Gyms always have magazines in the cardio rooms. I always want to read one - but I can't imagine how anybody is capable of reading with a racing heart rate and fatiguing muscles. Still I have to always stop and pick a couple up on my way to the treadmill. They sort of keep me company, somehow, and give my mind something to hang onto - just the IDEA of a magazine is enough - even if I never open them up.

Five miles. It's a nice square number. It's a UNIT. 26 miles is sort of hard to comprehend – but five of what I did today, plus a little change, is something I can sort of get my head around.


A couple of months ago I joined a friend at her zendo for zazen practice (that would be: zen meditation hall, for meditation practice). I don't meditate on a regular basis but I've done it enough to be familiar with the challenges of sitting still - watching my attention travel from the knuckle that wants to crack, to the itch on my foot, to the tension in my shoulder, and so forth.

Running is just like that, insofar as it creates a self-enclosed time and place in which one can actually feel one's body, and its changing comforts and discomforts, in a way that is simply about observation. Little tweaks and twangs and tensions make themselves known and then go away: right knee, left hip, left ankle, gut, lower back... I used to panic at every little pain, but now I see that most of it is just about my body waking up and adjusting to the new work I'm asking of it. Generally none of the little aches and pains last more than a couple of minutes. There are moments in a run when my energy is really ramped, and other moments when I feel sluggish. I just keep going forward, and it all flows in and out of itself: the lovely rhythm carries me.
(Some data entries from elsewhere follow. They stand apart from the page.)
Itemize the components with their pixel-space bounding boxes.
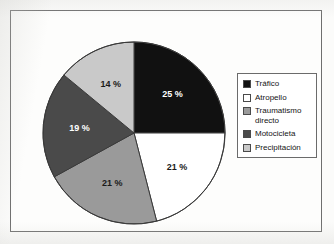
pie-slice[interactable] [134, 42, 225, 133]
figure-container: 25 %21 %21 %19 %14 % Tráfico Atropello T… [0, 0, 334, 244]
pie-chart: 25 %21 %21 %19 %14 % [42, 41, 226, 225]
pie-slice-label: 14 % [101, 79, 122, 89]
legend: Tráfico Atropello Traumatismo directo Mo… [237, 73, 317, 158]
pie-slice-label: 19 % [69, 123, 90, 133]
chart-frame: 25 %21 %21 %19 %14 % Tráfico Atropello T… [10, 10, 322, 232]
legend-swatch-atropello [243, 94, 251, 102]
legend-item-atropello[interactable]: Atropello [243, 93, 312, 103]
legend-item-motocicleta[interactable]: Motocicleta [243, 129, 312, 139]
legend-swatch-traumatismo-directo [243, 107, 251, 115]
pie-slice-group [43, 42, 225, 224]
legend-label-atropello: Atropello [255, 93, 287, 103]
legend-label-motocicleta: Motocicleta [255, 129, 295, 139]
pie-chart-svg: 25 %21 %21 %19 %14 % [42, 41, 226, 225]
legend-label-trafico: Tráfico [255, 79, 279, 89]
legend-item-traumatismo-directo[interactable]: Traumatismo directo [243, 106, 312, 125]
pie-slice-label: 21 % [102, 178, 123, 188]
pie-slice-label: 25 % [162, 89, 183, 99]
legend-label-precipitacion: Precipitación [255, 143, 301, 153]
legend-swatch-motocicleta [243, 130, 251, 138]
pie-slice-label: 21 % [167, 162, 188, 172]
legend-item-trafico[interactable]: Tráfico [243, 79, 312, 89]
legend-swatch-precipitacion [243, 144, 251, 152]
legend-item-precipitacion[interactable]: Precipitación [243, 143, 312, 153]
legend-label-traumatismo-directo: Traumatismo directo [255, 106, 301, 125]
legend-swatch-trafico [243, 80, 251, 88]
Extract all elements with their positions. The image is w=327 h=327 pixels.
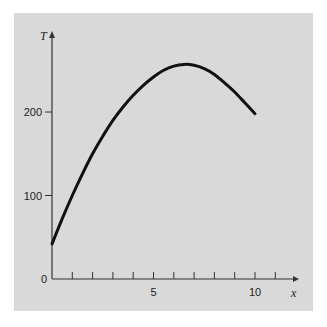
x-axis-label: x [290,286,297,300]
y-tick-label: 0 [41,273,47,285]
x-tick-label: 5 [150,286,156,298]
y-tick-label: 200 [24,106,42,118]
x-tick-label: 10 [249,286,261,298]
line-chart: 5100100200 T x [0,0,327,327]
y-axis-arrow-icon [49,31,55,38]
x-axis-arrow-icon [293,276,299,282]
y-axis-label: T [40,29,48,43]
y-tick-label: 100 [24,190,42,202]
data-line [52,64,255,244]
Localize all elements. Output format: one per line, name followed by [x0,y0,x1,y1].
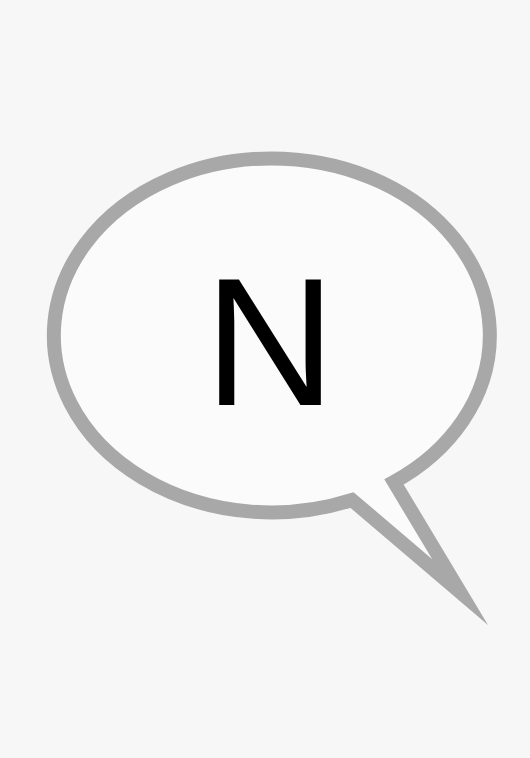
bubble-letter: N [190,252,350,432]
speech-bubble-canvas: N [0,0,530,758]
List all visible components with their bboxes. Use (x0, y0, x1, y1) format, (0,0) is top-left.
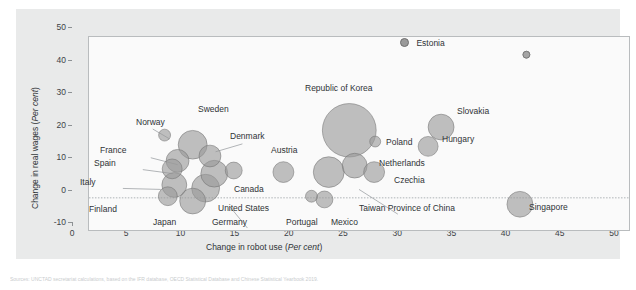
bubble-netherlands[interactable] (342, 153, 367, 178)
x-axis-title-plain: Change in robot use ( (206, 242, 288, 252)
y-tick-label-0: 0 (32, 185, 66, 195)
bubble-label-austria: Austria (271, 145, 297, 155)
bubble-label-republic-of-korea: Republic of Korea (305, 83, 373, 93)
y-tick-label-50: 50 (32, 22, 66, 32)
bubble-label-finland: Finland (89, 204, 117, 214)
bubble-label-germany: Germany (212, 217, 247, 227)
y-tick-label-40: 40 (32, 55, 66, 65)
bubble-label-mexico: Mexico (331, 217, 358, 227)
bubble-hungary[interactable] (418, 136, 438, 156)
x-axis-title-close: ) (319, 242, 322, 252)
x-tick-mark (72, 222, 73, 226)
bubble-label-canada: Canada (234, 184, 264, 194)
bubbles-group (158, 51, 532, 217)
bubble-label-czechia: Czechia (394, 175, 425, 185)
bubble-label-poland: Poland (386, 137, 412, 147)
bubble-label-singapore: Singapore (529, 202, 568, 212)
x-axis-title: Change in robot use (Per cent) (206, 242, 322, 252)
bubble-spain[interactable] (162, 159, 182, 179)
bubble-label-portugal: Portugal (286, 217, 318, 227)
bubble-label-taiwan-province-of-china: Taiwan Province of China (359, 203, 455, 213)
bubble-mexico[interactable] (316, 191, 333, 208)
label-leader-line (123, 188, 161, 189)
bubble-austria[interactable] (273, 162, 294, 183)
y-tick-label--10: -10 (32, 217, 66, 227)
bubble-taiwan-province-of-china[interactable] (313, 157, 344, 188)
bubble-label-netherlands: Netherlands (379, 158, 425, 168)
estonia-legend: Estonia (400, 38, 445, 48)
bubble-label-united-states: United States (218, 203, 269, 213)
bubble-label-italy: Italy (80, 177, 96, 187)
bubble-label-japan: Japan (153, 217, 176, 227)
top-white-strip (0, 0, 636, 8)
y-tick-mark (68, 125, 72, 126)
estonia-marker-icon (400, 38, 409, 47)
x-tick-label-0: 0 (56, 228, 88, 238)
bubble-canada[interactable] (225, 162, 242, 179)
figure-container: Change in real wages (Per cent) Change i… (0, 0, 636, 290)
figure-source-caption: Sources: UNCTAD secretariat calculations… (10, 276, 626, 283)
y-tick-mark (68, 92, 72, 93)
y-tick-mark (68, 27, 72, 28)
bubble-denmark[interactable] (199, 145, 221, 167)
bubble-label-spain: Spain (94, 158, 116, 168)
bubble-label-denmark: Denmark (230, 131, 264, 141)
bubble-label-slovakia: Slovakia (457, 106, 489, 116)
bubble-republic-of-korea[interactable] (322, 104, 376, 157)
bubble-label-hungary: Hungary (442, 134, 474, 144)
bubble-poland[interactable] (370, 136, 381, 147)
y-tick-label-30: 30 (32, 87, 66, 97)
bubble-label-france: France (100, 145, 126, 155)
y-tick-mark (68, 157, 72, 158)
bubble-label-norway: Norway (136, 117, 165, 127)
y-tick-label-20: 20 (32, 120, 66, 130)
y-tick-mark (68, 190, 72, 191)
estonia-legend-label: Estonia (416, 38, 444, 48)
chart-panel: Change in real wages (Per cent) Change i… (16, 9, 620, 259)
y-tick-mark (68, 60, 72, 61)
bubble-portugal[interactable] (306, 190, 318, 202)
bubble-estonia-plot[interactable] (523, 51, 530, 58)
y-axis-title-plain: Change in real wages ( (30, 122, 40, 209)
y-tick-label-10: 10 (32, 152, 66, 162)
x-axis-title-unit: Per cent (288, 242, 320, 252)
bubble-finland[interactable] (158, 187, 177, 206)
bubble-label-sweden: Sweden (198, 104, 229, 114)
bubble-norway[interactable] (159, 129, 171, 141)
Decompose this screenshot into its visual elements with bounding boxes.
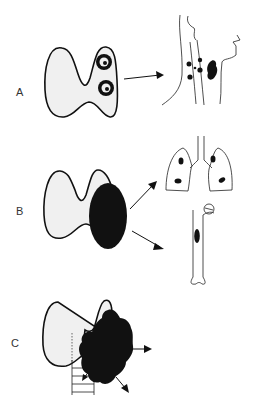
panel-b-thyroid xyxy=(44,170,127,249)
arrow-icon-b-lung xyxy=(130,181,157,209)
femur-bone-metastasis-icon xyxy=(191,204,214,284)
panel-a-thyroid xyxy=(45,47,118,117)
arrow-icon-c-lateral xyxy=(130,345,152,353)
panel-label-b: B xyxy=(16,205,23,217)
lung-metastasis-icon xyxy=(166,136,232,191)
arrow-icon-b-bone xyxy=(132,231,164,250)
arrow-icon-c-inferior xyxy=(116,377,129,393)
panel-label-c: C xyxy=(11,337,19,349)
thyroid-tumor-spread-diagram: A B C xyxy=(0,0,268,407)
neck-lymph-node-metastasis-icon xyxy=(162,15,240,105)
arrow-icon-a xyxy=(124,71,164,79)
panel-label-a: A xyxy=(16,86,23,98)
Of course, not every pain is little. I had a tightness in my left hip flexor today (not the hip that was injured, interestingly enough) that I've had on other recent runs, and I took thirty seconds of one of my walk breaks to stop and stretch it out. I think if I hadn't done that simple thing, I could have hurt myself before finishing the distance. Really, it's a practice of LISTENING – listening to your body, and with enough listening I believe you can learn to tell the difference between the pain of minor adjustments and the serious pain of imminent injury.